Добавил:
Upload Опубликованный материал нарушает ваши авторские права? Сообщите нам.
Вуз: Предмет: Файл:
LECTURE 1-5 (History of English).doc
Скачиваний:
69
Добавлен:
08.11.2018
Размер:
337.92 Кб
Скачать

Modern english period

Vowels: 1) loss of the neutral sound of unstressed endings (in the 15th c.) 2) loss of vowels in intermediate syllables: chapiter – chapter, medicine 3) change of [er] into [ar] with some exceptions: ferre – far, sterre – star , but occasionally this change did not take place: certain, prefect, etc. when it didn’t change into [ar] , it eventually developed into [e:], but ‘clerk, ‘Derby’.
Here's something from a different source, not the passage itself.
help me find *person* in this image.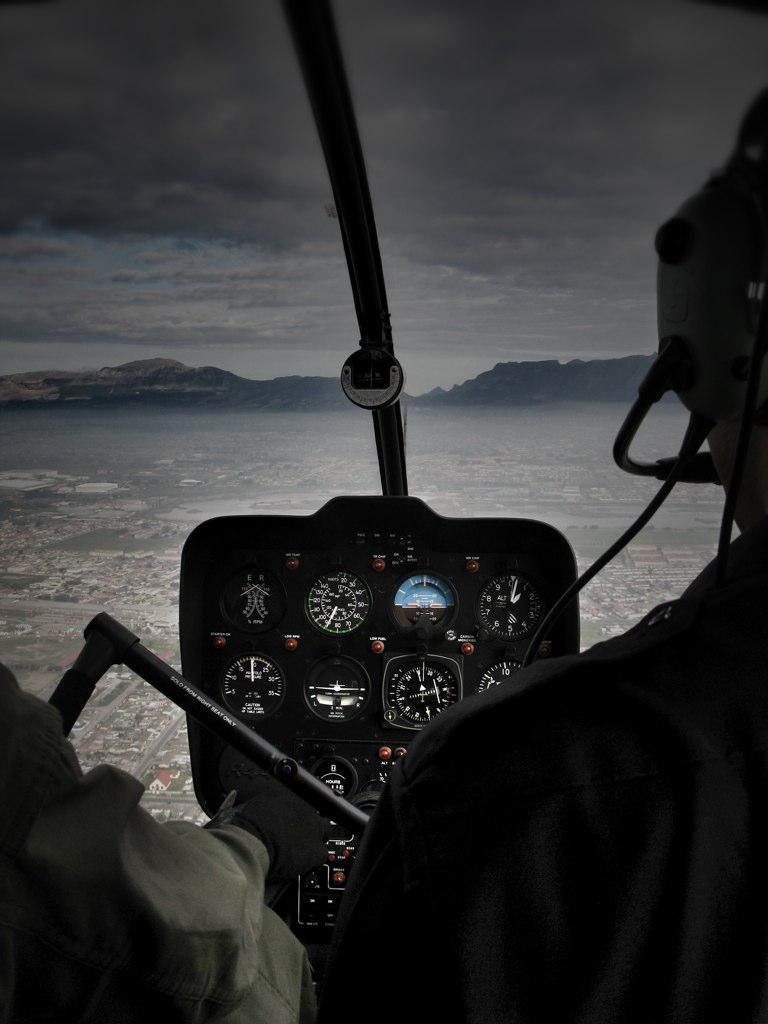
Found it: [left=324, top=88, right=767, bottom=1023].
The Great Vowel Shift began in the 15th century: all long vowels were narrowed and the narrowest were diphthongized:

Take [ta:ka] – [teik]; beat [be:t]/[ bi:t]; meet [me:t]/[mi;t]; like [li:ka]/[laik]; boat [bo:t]/[bout]; tool [to:l]/[tu:l]; house [hu:s]/[haus]. All those changes show one general tendency: narrowing of long vowels and diphthongization of the narrowest of them. All these changes occurred gradually, without being noticed by the speakers.

Influence of [r]: when a long vowel was followed by ‘r’, new phonemes came into being: (ia], [ea], [ua]: fare [fa;r] – [fea]; tire [ti:r] /[taia], power [pu:ar] /[ paua].

Some words have sounds which do not correspond to the general law of the shift.

Long [u:] remained unchanged when followed by a labial consonant: droop, room; [i:] remained unchanged in words borrowed from French: machine, police, etc.; long open [e:] did not always change into [i:], it was shortened in some words head, death, etc.

Other changes:

  • short ‘a’ into ‘ae’: hat, cat; but when it was preceded by [w] it developed into [o]: what, was, ec.

  • In the 16th c. 2 new long vowels arose [a:], [o:]

  • [a:] – before: bath, father, brass, cast, ask, clasp, calm

  • [o:] – before: cork, port, autumn, dawn

  • long [u:] was shortened before [k]: book, cook; also in good, foot, etc.

  • rise of long [e:] – fir, sir, fur, curtain, worm, word, heard, learn

  • short [u] changed into [^]: cut, but, love, son, rough, enough; blood, flood; remained unchanged before labial consonants: pull, full, bull, etc.

  • unstressed vowels were reduced either to [i] or [a]: begin, wishes, mountain, etc.